TNM Drill Down: Snowline tops week’s gold assays at Rogue project in Yukon

Snowline Gold's Rogue project in the Yukon. Snowline Gold photo

Our TNM Drill Down features highlights of the top gold assays of the past week. Drill holes are ranked by gold grade x width, as identified by our data provider Mining Intelligence.

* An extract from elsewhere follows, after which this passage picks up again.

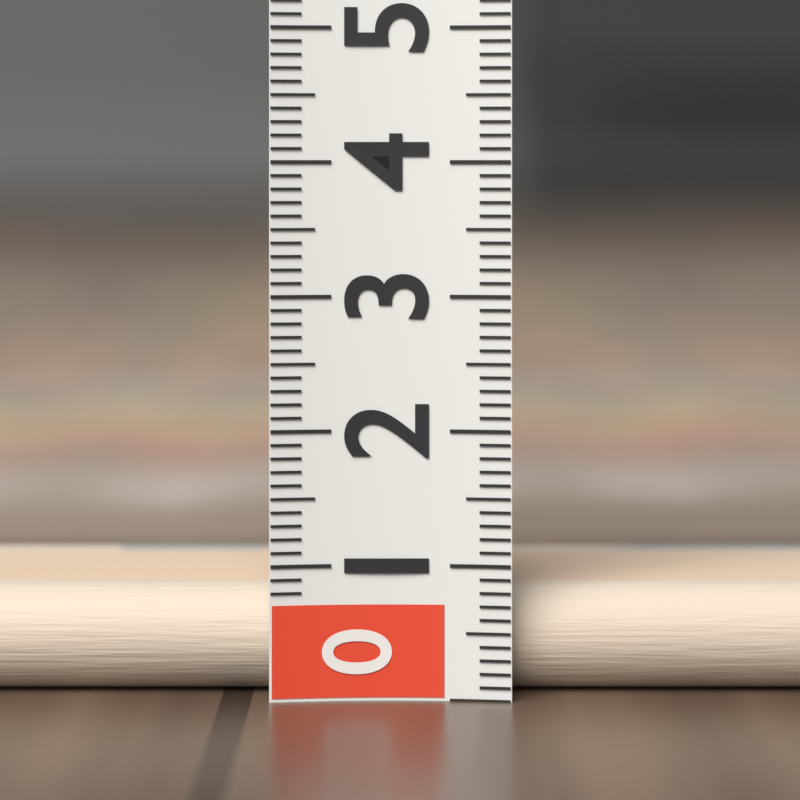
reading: 0.8 (no unit)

Snowline Gold (TSXV: SGD) reported last week’s top gold assay from its Rogue project in eastern Yukon, Canada. On July 5, Snowline reported that drill hole V-23-034 returned 418.3 metres grading 1.88 grams gold per tonne, from 5.7 metres depth, for a width x grade value of 786.4. The hole, cut into the northeast margin of the Valley target, was the first of the 2023 drilling program and intersected the highest gold grades below 10 metres to date at Valley. Three drills are turning at Valley, with more than 5,800 metres of drilling and 13 holes completed there so far, out of the 10,000-metre program planned for the year. “The consistency of gold grades over large distances is remarkable,” said Scott Berdahl, CEO & Director of Snowline. “We eagerly await the many forthcoming analytical results from our ongoing drill campaign at Valley, in addition to stepping out to drill test additional intrusion-related gold targets on the broader Rogue Project over the coming weeks.” The pre-resource Rogue project comprises 442 mineral claims over a 112.3-sq.-km property.

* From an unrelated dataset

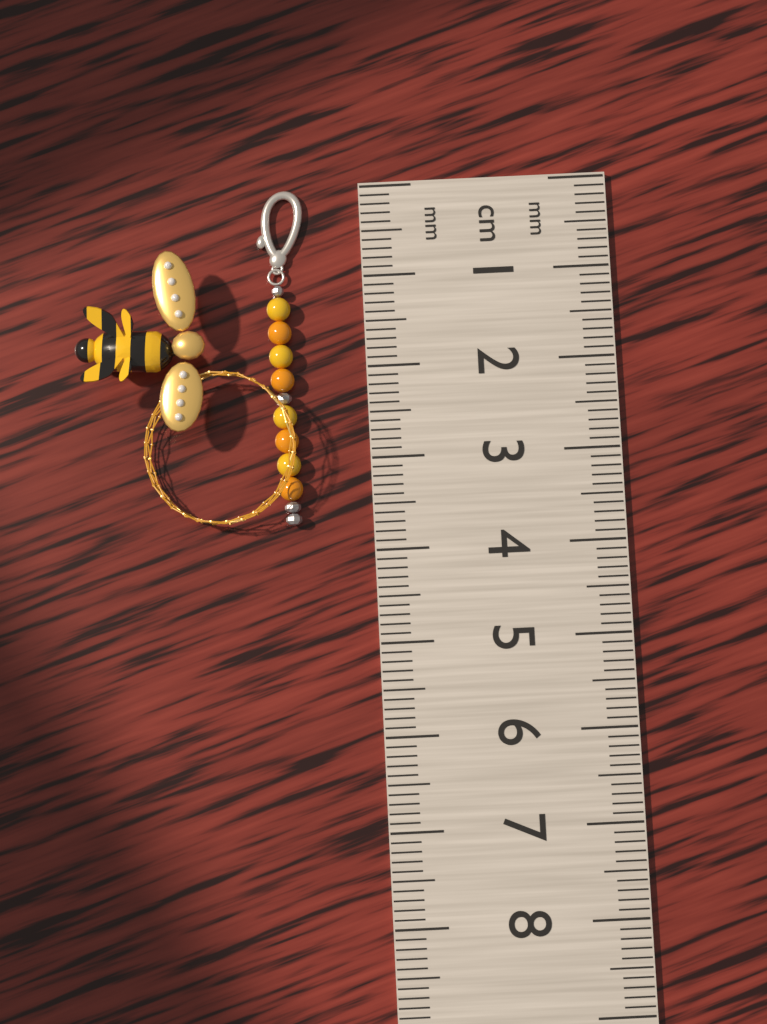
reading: 3.7 cm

The week’s second-best assay came from Western Australia. On July 5, Torque Metals (ASX: TOR) reported that hole 2023PRCDD76 at its flagship Paris project returned 35 metres grading 14.12 grams gold from 157.8 metres depth, for a width x grade value of 494.2. That intersection also included 1.2 metres grading 185 grams gold from 174.7 metres depth. The result was among four diamond drill holes that returned several gold mineralized intervals at Paris, located southeast of the city of Kalgoorlie, and near Gold Fields’ (JSE: GFI) St. Ives Gold Mine, and Karora Resources (TSX: KRR) Higginsville gold operation. “Torque’s first-ever diamond drilling campaign at Paris and Observation prospects confirmed the existence of high-grade gold mineralized zones in all four drill holes,” said managing director Cristian Moreno. “Torque is well-funded to continue driving activities at the Paris gold camp and enhance the scale of this growing gold project in the Western Australian gold fields.” The exploration is part of a 6,128-metre, 52-hole hole reverse-circulation drill program at the Paris gold camp that includes the namesake target as well as the HHH and Observation targets.

The third-best assay of the week came from Sunstone Metals’ (ASX: STM) Bramaderos gold-copper project in southwest Ecuador. On July 3, Sunstone reported that hole LMDD026 at the Limon target returned 185 metres grading 2.67 grams gold from 90 metres depth, for a width x grade value of 493.95. The drilling at Limon shows the potential for a significant increase in the size and grade of the Bramaderos resource. Based on an initial estimate of the Brama-Alba targets southwest of Limon, Bramaderos contains 9 million indicated tonnes grading 0.38 gram gold for 200,000 gold-equivalent oz., and 147 million inferred tonnes grading 0.35 grams gold for 2.7 million gold-equivalent ounces. Sunstone managing director Malcolm Norris said the results from LMDD026 exceed those of the initial discovery hole LMDD017, demonstrating huge potential for the epithermal system. “Limon is a high-grade orebody with mineralization extending from surface to at least 250 metres deep and is open to the east, west, at depth and potentially to the north of the system plunges in that direction,” he said. “[The holes] support our view that the Bramaderos project has every potential to be a 10 million oz. district with multiple deposits within 4 km of one another.”